Just to update, I somehow manage to confirm, capacitor replacement (tantalum) might not work with newer PS3 with 65nm process (eg. CHCEH model). I bought some NEC Token (0E128) from Aliexpress and replace all 8 pcs today and PS3 came back to life (have to remove 32 capacitor and used some solder paste to fix in the NEC token).
Newer process might need "cleaner" current to work thus direct capacitor connection might not work. I had tried 4 difference capacitor combination before deciding to test out replacing NEC Token.
 
Just to update, I somehow manage to confirm, capacitor replacement (tantalum) might not work with newer PS3 with 65nm process (eg. CHCEH model). I bought some NEC Token (0E128) from Aliexpress and replace all 8 pcs today and PS3 came back to life (have to remove 32 capacitor and used some solder paste to fix in the NEC token).
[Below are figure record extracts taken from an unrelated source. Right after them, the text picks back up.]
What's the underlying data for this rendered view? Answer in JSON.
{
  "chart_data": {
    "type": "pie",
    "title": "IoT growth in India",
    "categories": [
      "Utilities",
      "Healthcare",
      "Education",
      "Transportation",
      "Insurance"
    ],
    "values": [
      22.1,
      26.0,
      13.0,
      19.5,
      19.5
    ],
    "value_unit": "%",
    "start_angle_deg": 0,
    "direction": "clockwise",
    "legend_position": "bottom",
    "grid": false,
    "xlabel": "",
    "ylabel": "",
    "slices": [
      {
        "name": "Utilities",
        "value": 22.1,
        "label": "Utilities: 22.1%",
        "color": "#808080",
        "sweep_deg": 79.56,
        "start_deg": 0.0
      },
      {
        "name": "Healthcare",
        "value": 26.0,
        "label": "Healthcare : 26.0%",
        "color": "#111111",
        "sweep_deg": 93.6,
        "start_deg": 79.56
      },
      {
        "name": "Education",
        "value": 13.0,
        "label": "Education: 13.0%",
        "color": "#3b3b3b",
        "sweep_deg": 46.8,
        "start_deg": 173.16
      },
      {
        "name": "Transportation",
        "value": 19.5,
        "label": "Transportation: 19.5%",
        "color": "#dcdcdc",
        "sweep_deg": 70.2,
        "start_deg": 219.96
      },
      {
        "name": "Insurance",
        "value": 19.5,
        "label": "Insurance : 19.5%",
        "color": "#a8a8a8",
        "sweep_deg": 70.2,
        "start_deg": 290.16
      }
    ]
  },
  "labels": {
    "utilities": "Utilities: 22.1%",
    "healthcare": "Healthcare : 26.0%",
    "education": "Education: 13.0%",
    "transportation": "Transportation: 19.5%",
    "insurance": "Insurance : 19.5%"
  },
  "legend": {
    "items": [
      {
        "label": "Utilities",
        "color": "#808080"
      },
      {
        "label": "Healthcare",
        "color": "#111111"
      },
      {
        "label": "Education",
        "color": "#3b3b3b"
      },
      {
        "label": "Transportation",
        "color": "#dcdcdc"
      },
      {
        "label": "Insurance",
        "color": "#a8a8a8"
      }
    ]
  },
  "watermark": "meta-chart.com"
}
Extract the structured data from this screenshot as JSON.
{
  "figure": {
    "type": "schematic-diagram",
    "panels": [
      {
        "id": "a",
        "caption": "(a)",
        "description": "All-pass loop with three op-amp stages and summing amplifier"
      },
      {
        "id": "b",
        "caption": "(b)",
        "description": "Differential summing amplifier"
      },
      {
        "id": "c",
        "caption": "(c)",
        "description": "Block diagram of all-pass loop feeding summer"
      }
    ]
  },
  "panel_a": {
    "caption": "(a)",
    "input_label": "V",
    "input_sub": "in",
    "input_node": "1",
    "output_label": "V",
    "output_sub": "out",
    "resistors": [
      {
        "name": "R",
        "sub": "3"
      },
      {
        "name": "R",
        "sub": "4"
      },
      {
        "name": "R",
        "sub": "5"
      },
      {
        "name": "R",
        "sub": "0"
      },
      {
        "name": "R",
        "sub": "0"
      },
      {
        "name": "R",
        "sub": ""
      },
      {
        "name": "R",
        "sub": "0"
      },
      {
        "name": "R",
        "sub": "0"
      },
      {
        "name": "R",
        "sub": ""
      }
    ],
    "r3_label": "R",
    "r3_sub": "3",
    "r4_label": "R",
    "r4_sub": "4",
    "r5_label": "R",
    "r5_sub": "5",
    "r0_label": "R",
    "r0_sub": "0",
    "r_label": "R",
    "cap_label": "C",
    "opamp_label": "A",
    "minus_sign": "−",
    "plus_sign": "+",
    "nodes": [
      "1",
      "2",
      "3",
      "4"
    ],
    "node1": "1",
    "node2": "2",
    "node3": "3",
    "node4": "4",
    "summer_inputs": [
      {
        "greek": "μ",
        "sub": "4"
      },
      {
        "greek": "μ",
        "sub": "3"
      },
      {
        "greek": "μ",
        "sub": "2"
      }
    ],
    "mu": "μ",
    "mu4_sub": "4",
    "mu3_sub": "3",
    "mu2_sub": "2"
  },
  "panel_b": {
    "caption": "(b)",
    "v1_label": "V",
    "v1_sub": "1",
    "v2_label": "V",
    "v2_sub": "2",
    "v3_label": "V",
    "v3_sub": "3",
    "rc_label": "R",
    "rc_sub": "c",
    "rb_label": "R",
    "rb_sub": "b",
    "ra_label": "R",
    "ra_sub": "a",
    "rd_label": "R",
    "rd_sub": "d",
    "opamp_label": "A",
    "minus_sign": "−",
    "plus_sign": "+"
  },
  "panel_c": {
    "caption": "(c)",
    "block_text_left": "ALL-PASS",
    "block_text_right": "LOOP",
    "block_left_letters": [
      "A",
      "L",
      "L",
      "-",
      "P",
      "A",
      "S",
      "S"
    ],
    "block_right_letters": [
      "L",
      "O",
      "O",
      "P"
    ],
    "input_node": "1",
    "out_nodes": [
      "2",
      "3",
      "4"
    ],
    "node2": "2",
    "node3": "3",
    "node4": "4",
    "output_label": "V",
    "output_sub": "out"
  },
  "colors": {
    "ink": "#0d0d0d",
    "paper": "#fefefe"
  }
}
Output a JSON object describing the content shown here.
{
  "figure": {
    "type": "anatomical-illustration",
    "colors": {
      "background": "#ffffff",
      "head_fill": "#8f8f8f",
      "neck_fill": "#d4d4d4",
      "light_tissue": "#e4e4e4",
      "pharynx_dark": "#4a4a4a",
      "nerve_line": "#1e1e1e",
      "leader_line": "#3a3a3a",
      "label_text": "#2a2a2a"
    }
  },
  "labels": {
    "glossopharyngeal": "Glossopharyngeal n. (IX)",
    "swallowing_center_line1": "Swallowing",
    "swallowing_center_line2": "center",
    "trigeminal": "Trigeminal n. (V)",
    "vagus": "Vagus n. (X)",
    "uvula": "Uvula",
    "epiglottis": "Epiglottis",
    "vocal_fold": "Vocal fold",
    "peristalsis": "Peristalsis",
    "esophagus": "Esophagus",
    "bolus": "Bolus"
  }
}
Newer process might need "cleaner" current to work thus direct capacitor connection might not work. I had tried 4 difference capacitor combination before deciding to test out replacing NEC Token.

I also had an experience where my new tantalum caps weren't working to resolve the YLOD. I strongly believe that the issue was the ESR on these caps was 150mΩ, which is WAY higher than the stock NEC caps. The Panasonic 2R5TPE470M9 ones worked/are working to resolve the YLOD for me and they have a ESR of 9mΩ. Much closer to stock. Granted I have a CECHA01, our models both use the NEC Tokin 0E128 which also have a pretty low ESR. Just my experience, but I am happy to hear you got yours working!
 
I also had an experience where my new tantalum caps weren't working to resolve the YLOD. I strongly believe that the issue was the ESR on these caps was 150mΩ, which is WAY higher than the stock NEC caps. The Panasonic 2R5TPE470M9 ones worked/are working to resolve the YLOD for me and they have a ESR of 9mΩ. Much closer to stock. Granted I have a CECHA01, our models both use the NEC Tokin 0E128 which also have a pretty low ESR. Just my experience, but I am happy to hear you got yours working!

I too tired 2R5TPE470M9 before but they didn't work on CHCEH models. But 2R5TPE470M9 worked on my 3 set of backward compatible PS3 (CECHA and CECHE models). So to be safe, I think getting replacement token and some solder paste might be the safest bet to get rid of YLOD since tantalum might be a hit or miss (subjected to the PS3 processors).
I ordered more NEC Token from Aliexpress and plan to change all 3 set back to NEC token when I have the time.